UK Prime Minister Boris Johnson has pledged investment to tackle inequality in parts of Britain, setting out his vision for a “levelling up” strategy which, in a nod to his party, he said would not damage more affluent areas.
Johnson, who won a large majority in a 2019 by targeting traditional opposition Labour-supporting voters in northern and central England, wants to return to one of the main pledges he made at the election to help “left-behind” areas of Britain.
In a speech which touched on crime, education, transport, housing and green technology, Johnson raised the prospect of devolving more power to smaller regions of Britain to speed up an agenda slowed by the coronavirus (Covid-19) pandemic.

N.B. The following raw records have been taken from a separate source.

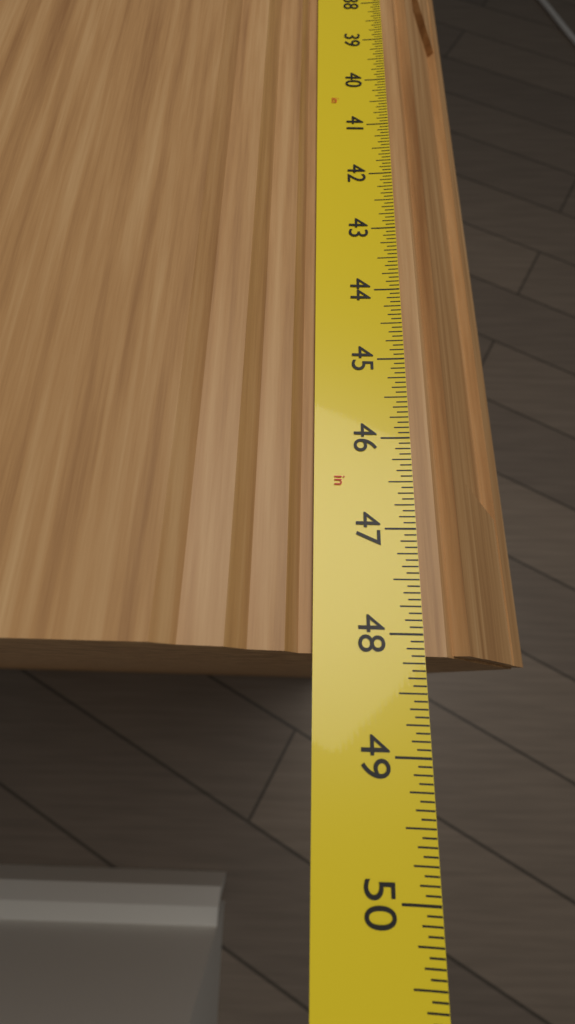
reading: 48.1875 in
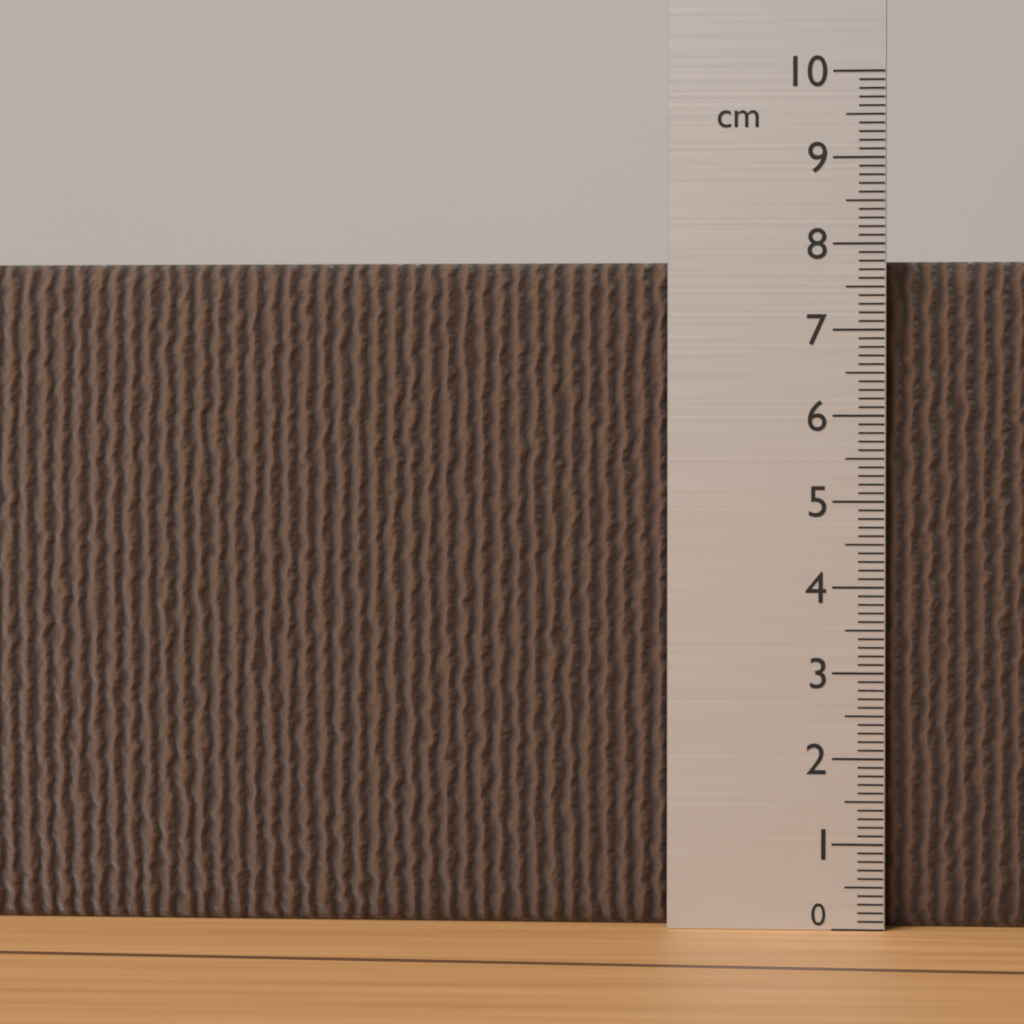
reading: 7.8 cm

However, critics said there were few specifics on how he will “level up” areas which have for decades felt ignored by successive governments, which have often targeted spending in southern England, beyond a broad theme of more investment.
“There is no intrinsic reason why one part of this country should be fated to decline or indeed fated to succeed,” Johnson said in a speech at the UK Battery Industrialisation Centre in the English city of Coventry.

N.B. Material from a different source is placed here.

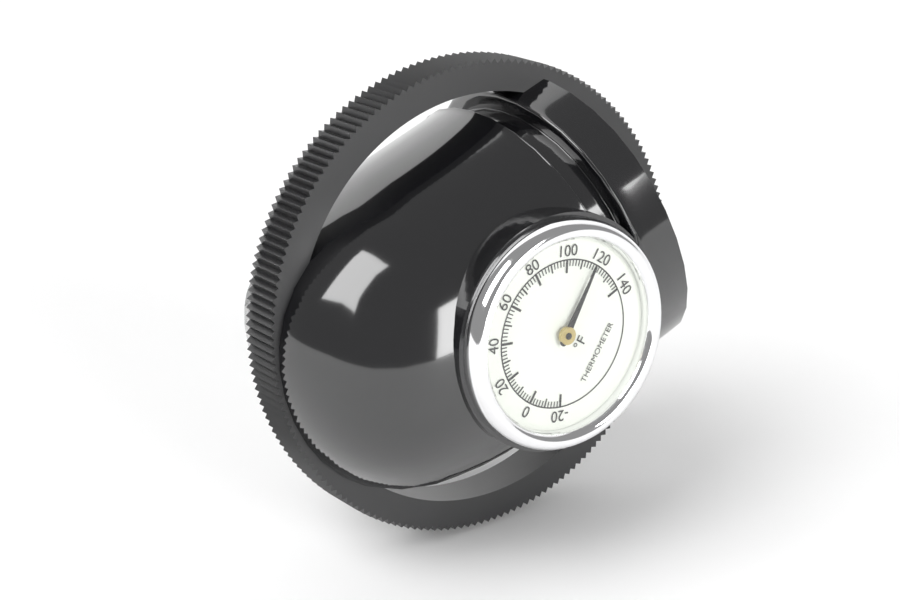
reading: 118 °F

“The towns and cities that people say have been left behind have not lacked for human ingenuity ... all they need is the right people to believe in them to lead them and to invest in them and for government to get behind them and that is what we are going to do.”

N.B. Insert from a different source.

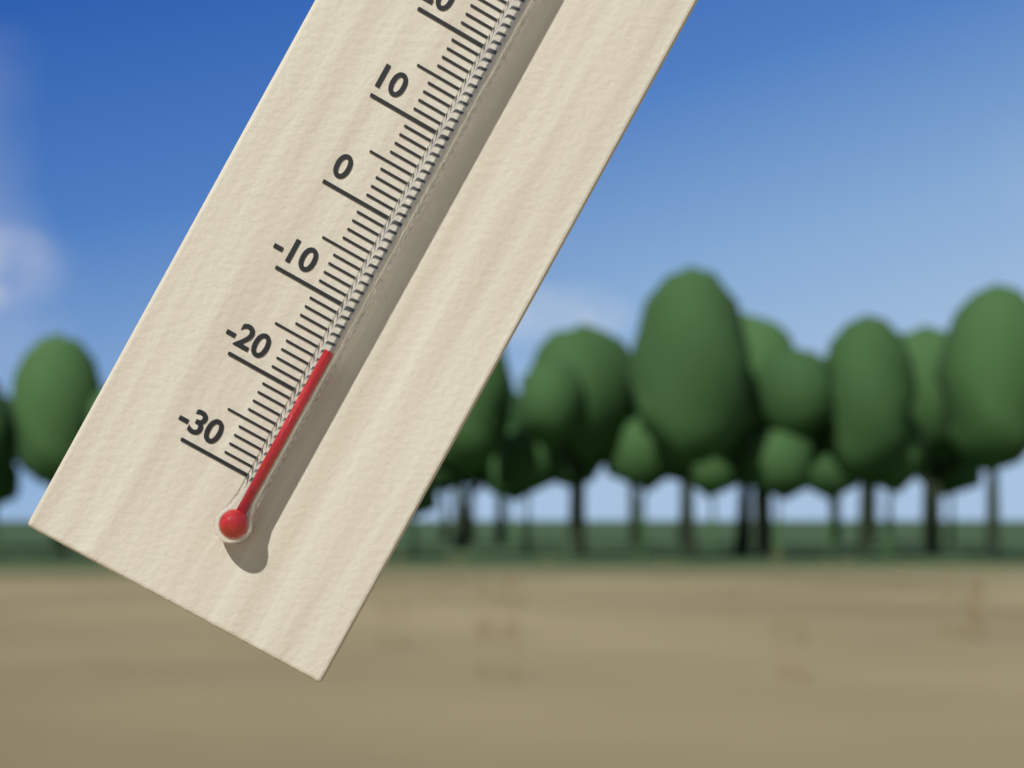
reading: -15 °C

But in a move to quieten concern in his governing Conservative Party that the government is abandoning its traditional voter support base in southern England, Johnson also said he did not “want to level down”.
“Levelling up is not a jam-spreading operation, it’s not robbing Peter to pay Paul, it’s not zero-sum, it’s win-win for the whole UK,” he insisted.
The British economy is dominated by London and the southeast and a 2020 report for the government found that gaps in economic productivity between the capital and other regions of Britain were as wide as they were in 1901.
When asked about the lack of detail, Johnson said he had presented an outline of what his government would do and later his spokesman said he “gave a very clear explanation” of the strategy.